Andreas Lubitz, the Germanwings co-pilot believed to have crashed his jet into the French Alps on purpose, apparently hid an illness from his employer, investigators said on Friday.

In searches of the co-pilot’s homes, investigators found torn-up doctor’s notes, including one excusing him from work on the day of the crash, prosecutors in Dusseldorf said.

Investigators did not elaborate on the illness or say whether it was mental or physical. The searches also did not turn up a claim of responsibility, a goodbye note or a suggestion of political or religious motive, prosecutor Ralf Herrenbrueck said.

Paperwork related to Lubitz’s medical treatment “will take a few days,” he said. But the torn-up notes support the assumption “that the deceased concealed his illness from his employer as well as his work environment,” he said.

Herrenbrueck’s office later told NBC News that one of the notes — doctor’s statements that declared Lubitz unfit for work for several days — applied to Tuesday, the day of the crash.

“It seems clear that he deliberately ignored the doctor’s directive,” a spokesperson said.

On Thursday, French investigators said they had concluded that Lubitz locked the pilot out of the cockpit and used the autopilot to crash the plane, Germanwings Flight 9525 from Barcelona to Dusseldorf. All 150 people on board were killed.

Germanwings said on Friday that it never got a sick note for the day of the crash.

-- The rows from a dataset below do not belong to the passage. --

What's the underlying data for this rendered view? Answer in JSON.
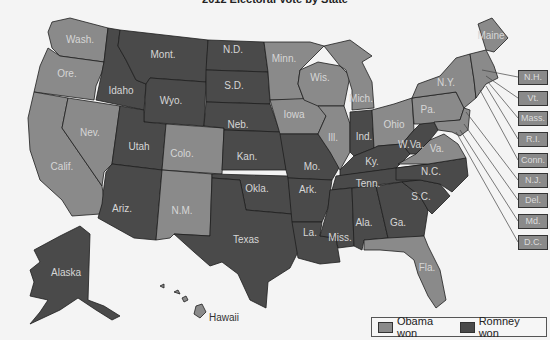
{
  "title": "2012 Electoral Vote by State",
  "colors": {
    "obama": "#8a8a8a",
    "romney": "#4a4a4a",
    "background": "#f4f4f4"
  },
  "legend": {
    "items": [
      {
        "label": "Obama won",
        "color": "#8a8a8a"
      },
      {
        "label": "Romney won",
        "color": "#4a4a4a"
      }
    ]
  },
  "states": {
    "wash": {
      "label": "Wash.",
      "winner": "Obama"
    },
    "ore": {
      "label": "Ore.",
      "winner": "Obama"
    },
    "calif": {
      "label": "Calif.",
      "winner": "Obama"
    },
    "nev": {
      "label": "Nev.",
      "winner": "Obama"
    },
    "idaho": {
      "label": "Idaho",
      "winner": "Romney"
    },
    "mont": {
      "label": "Mont.",
      "winner": "Romney"
    },
    "wyo": {
      "label": "Wyo.",
      "winner": "Romney"
    },
    "utah": {
      "label": "Utah",
      "winner": "Romney"
    },
    "colo": {
      "label": "Colo.",
      "winner": "Obama"
    },
    "ariz": {
      "label": "Ariz.",
      "winner": "Romney"
    },
    "nm": {
      "label": "N.M.",
      "winner": "Obama"
    },
    "nd": {
      "label": "N.D.",
      "winner": "Romney"
    },
    "sd": {
      "label": "S.D.",
      "winner": "Romney"
    },
    "neb": {
      "label": "Neb.",
      "winner": "Romney"
    },
    "kan": {
      "label": "Kan.",
      "winner": "Romney"
    },
    "okla": {
      "label": "Okla.",
      "winner": "Romney"
    },
    "texas": {
      "label": "Texas",
      "winner": "Romney"
    },
    "minn": {
      "label": "Minn.",
      "winner": "Obama"
    },
    "iowa": {
      "label": "Iowa",
      "winner": "Obama"
    },
    "mo": {
      "label": "Mo.",
      "winner": "Romney"
    },
    "ark": {
      "label": "Ark.",
      "winner": "Romney"
    },
    "la": {
      "label": "La.",
      "winner": "Romney"
    },
    "wis": {
      "label": "Wis.",
      "winner": "Obama"
    },
    "ill": {
      "label": "Ill.",
      "winner": "Obama"
    },
    "mich": {
      "label": "Mich.",
      "winner": "Obama"
    },
    "ind": {
      "label": "Ind.",
      "winner": "Romney"
    },
    "ohio": {
      "label": "Ohio",
      "winner": "Obama"
    },
    "ky": {
      "label": "Ky.",
      "winner": "Romney"
    },
    "tenn": {
      "label": "Tenn.",
      "winner": "Romney"
    },
    "miss": {
      "label": "Miss.",
      "winner": "Romney"
    },
    "ala": {
      "label": "Ala.",
      "winner": "Romney"
    },
    "ga": {
      "label": "Ga.",
      "winner": "Romney"
    },
    "fla": {
      "label": "Fla.",
      "winner": "Obama"
    },
    "sc": {
      "label": "S.C.",
      "winner": "Romney"
    },
    "nc": {
      "label": "N.C.",
      "winner": "Romney"
    },
    "va": {
      "label": "Va.",
      "winner": "Obama"
    },
    "wva": {
      "label": "W.Va.",
      "winner": "Romney"
    },
    "pa": {
      "label": "Pa.",
      "winner": "Obama"
    },
    "ny": {
      "label": "N.Y.",
      "winner": "Obama"
    },
    "maine": {
      "label": "Maine",
      "winner": "Obama"
    },
    "alaska": {
      "label": "Alaska",
      "winner": "Romney"
    },
    "hawaii": {
      "label": "Hawaii",
      "winner": "Obama"
    }
  },
  "callouts": [
    {
      "label": "N.H.",
      "winner": "Obama"
    },
    {
      "label": "Vt.",
      "winner": "Obama"
    },
    {
      "label": "Mass.",
      "winner": "Obama"
    },
    {
      "label": "R.I.",
      "winner": "Obama"
    },
    {
      "label": "Conn.",
      "winner": "Obama"
    },
    {
      "label": "N.J.",
      "winner": "Obama"
    },
    {
      "label": "Del.",
      "winner": "Obama"
    },
    {
      "label": "Md.",
      "winner": "Obama"
    },
    {
      "label": "D.C.",
      "winner": "Obama"
    }
  ]
}
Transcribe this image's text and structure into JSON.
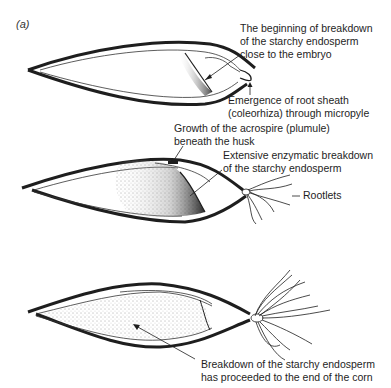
{
  "panel_label": "(a)",
  "stages": [
    {
      "name": "stage-1",
      "labels": {
        "breakdown_start": [
          "The beginning of breakdown",
          "of the starchy endosperm",
          "close to the embryo"
        ],
        "root_sheath": [
          "Emergence of root sheath",
          "(coleorhiza) through micropyle"
        ]
      }
    },
    {
      "name": "stage-2",
      "labels": {
        "acrospire": [
          "Growth of the acrospire (plumule)",
          "beneath the husk"
        ],
        "enzymatic": [
          "Extensive enzymatic breakdown",
          "of the starchy endosperm"
        ],
        "rootlets": "Rootlets"
      }
    },
    {
      "name": "stage-3",
      "labels": {
        "complete": [
          "Breakdown of the starchy endosperm",
          "has proceeded to the end of the corn"
        ]
      }
    }
  ],
  "colors": {
    "ink": "#1e1e1e",
    "background": "#ffffff"
  }
}
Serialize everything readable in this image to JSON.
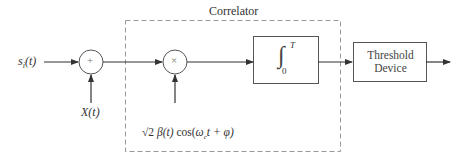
{
  "diagram": {
    "correlator_label": "Correlator",
    "input_signal": "sᵢ(t)",
    "input_signal_base": "s",
    "input_signal_sub": "i",
    "input_signal_arg": "(t)",
    "noise_label": "X(t)",
    "adder_symbol": "+",
    "multiplier_symbol": "×",
    "reference_signal": "√2 β(t) cos(ωᴄt + φ)",
    "reference_parts": {
      "sqrt": "√2",
      "beta": "β(t)",
      "cos": " cos(",
      "omega": "ω",
      "omega_sub": "c",
      "rest": "t + φ)"
    },
    "integrator": {
      "symbol": "∫",
      "lower": "0",
      "upper": "T"
    },
    "threshold_line1": "Threshold",
    "threshold_line2": "Device"
  },
  "colors": {
    "line": "#3a3a3a",
    "dashed": "#9a9a9a",
    "text": "#333333"
  }
}
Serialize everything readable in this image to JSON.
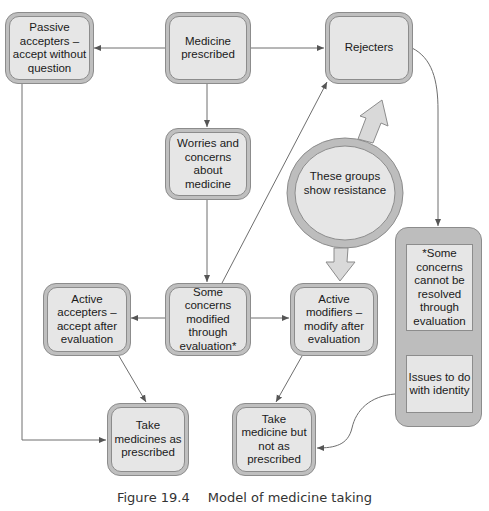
{
  "diagram": {
    "nodes": {
      "passive_accepters": "Passive accepters – accept without question",
      "medicine_prescribed": "Medicine prescribed",
      "rejecters": "Rejecters",
      "worries": "Worries and concerns about medicine",
      "resistance": "These groups show resistance",
      "active_accepters": "Active accepters – accept after evaluation",
      "some_concerns_modified": "Some concerns modified through evaluation*",
      "active_modifiers": "Active modifiers – modify after evaluation",
      "take_as_prescribed": "Take medicines as prescribed",
      "take_not_as_prescribed": "Take medicine but not as prescribed",
      "cannot_be_resolved": "*Some concerns cannot be resolved through evaluation",
      "identity_issues": "Issues to do with identity"
    },
    "edges": [
      {
        "from": "medicine_prescribed",
        "to": "passive_accepters"
      },
      {
        "from": "medicine_prescribed",
        "to": "rejecters"
      },
      {
        "from": "medicine_prescribed",
        "to": "worries"
      },
      {
        "from": "worries",
        "to": "some_concerns_modified"
      },
      {
        "from": "some_concerns_modified",
        "to": "active_accepters"
      },
      {
        "from": "some_concerns_modified",
        "to": "active_modifiers"
      },
      {
        "from": "some_concerns_modified",
        "to": "rejecters"
      },
      {
        "from": "passive_accepters",
        "to": "take_as_prescribed"
      },
      {
        "from": "active_accepters",
        "to": "take_as_prescribed"
      },
      {
        "from": "active_modifiers",
        "to": "take_not_as_prescribed"
      },
      {
        "from": "rejecters",
        "to": "cannot_be_resolved"
      },
      {
        "from": "identity_issues",
        "to": "take_not_as_prescribed"
      },
      {
        "from": "resistance",
        "to": "rejecters",
        "style": "block-arrow"
      },
      {
        "from": "resistance",
        "to": "active_modifiers",
        "style": "block-arrow"
      }
    ],
    "colors": {
      "box_outer": "#bfbfbf",
      "box_inner": "#e6e6e6",
      "border": "#8c8c8c",
      "line": "#6e6e6e"
    }
  },
  "caption": {
    "number": "Figure 19.4",
    "title": "Model of medicine taking"
  }
}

A Dusseldorf hospital said that Lubitz was seen there in February and most recently on March 10, but it said that reports that he was being treated there for depression were inaccurate. The hospital declined to elaborate, citing patient confidentiality.

The revelations came after teams emerged late Thursday from Lubitz's parents’ home in Montabaur — some 40 miles northwest of Frankfurt — carrying blue bags, a big cardboard box and what looked like a large computer. Another person who came out was shielded from reporters by police, the Associated Press reported.

Investigators also searched the apartment that Lubitz kept in an upscale three-story building in an affluent neighborhood in Dusseldorf.

The focus on Lubitz arose out of revelations from French investigators that the cockpit voice recorder — recovered from the pulverized wreckage — indicated Lubitz locked his captain out of the cockpit and put the Airbus A320 into a rapid descent.

Amid questions over what could have driven Lubitz to down the Germanwings plane, German tabloid Bild reported that the pilot, whose training included a spell at a flight school in Arizona, received psychiatric treatment for a "serious depressive episode" six years ago and recently had a "severe relationship crisis." NBC News has not confirmed the report.

Carsten Spohr, chief executive of Germanwings’ parent company Lufthansa, told a news conference that Lubitz had taken a break during his training six years ago — but did not explain why and said he had passed all tests to be fit to fly.

He told NBC News the airline had no plans to change safety rules to ensure another person was in the cockpit at all times, despite similar moves by other European carriers.

“I don't see any need to change our procedures,” he said, stressing his “firm confidence in the selection of our pilots, in the training of our pilots, in the qualification of our pilots, in the work of our pilots.”

— NBC News' Katy Tur in Dusseldorf contributed to this report.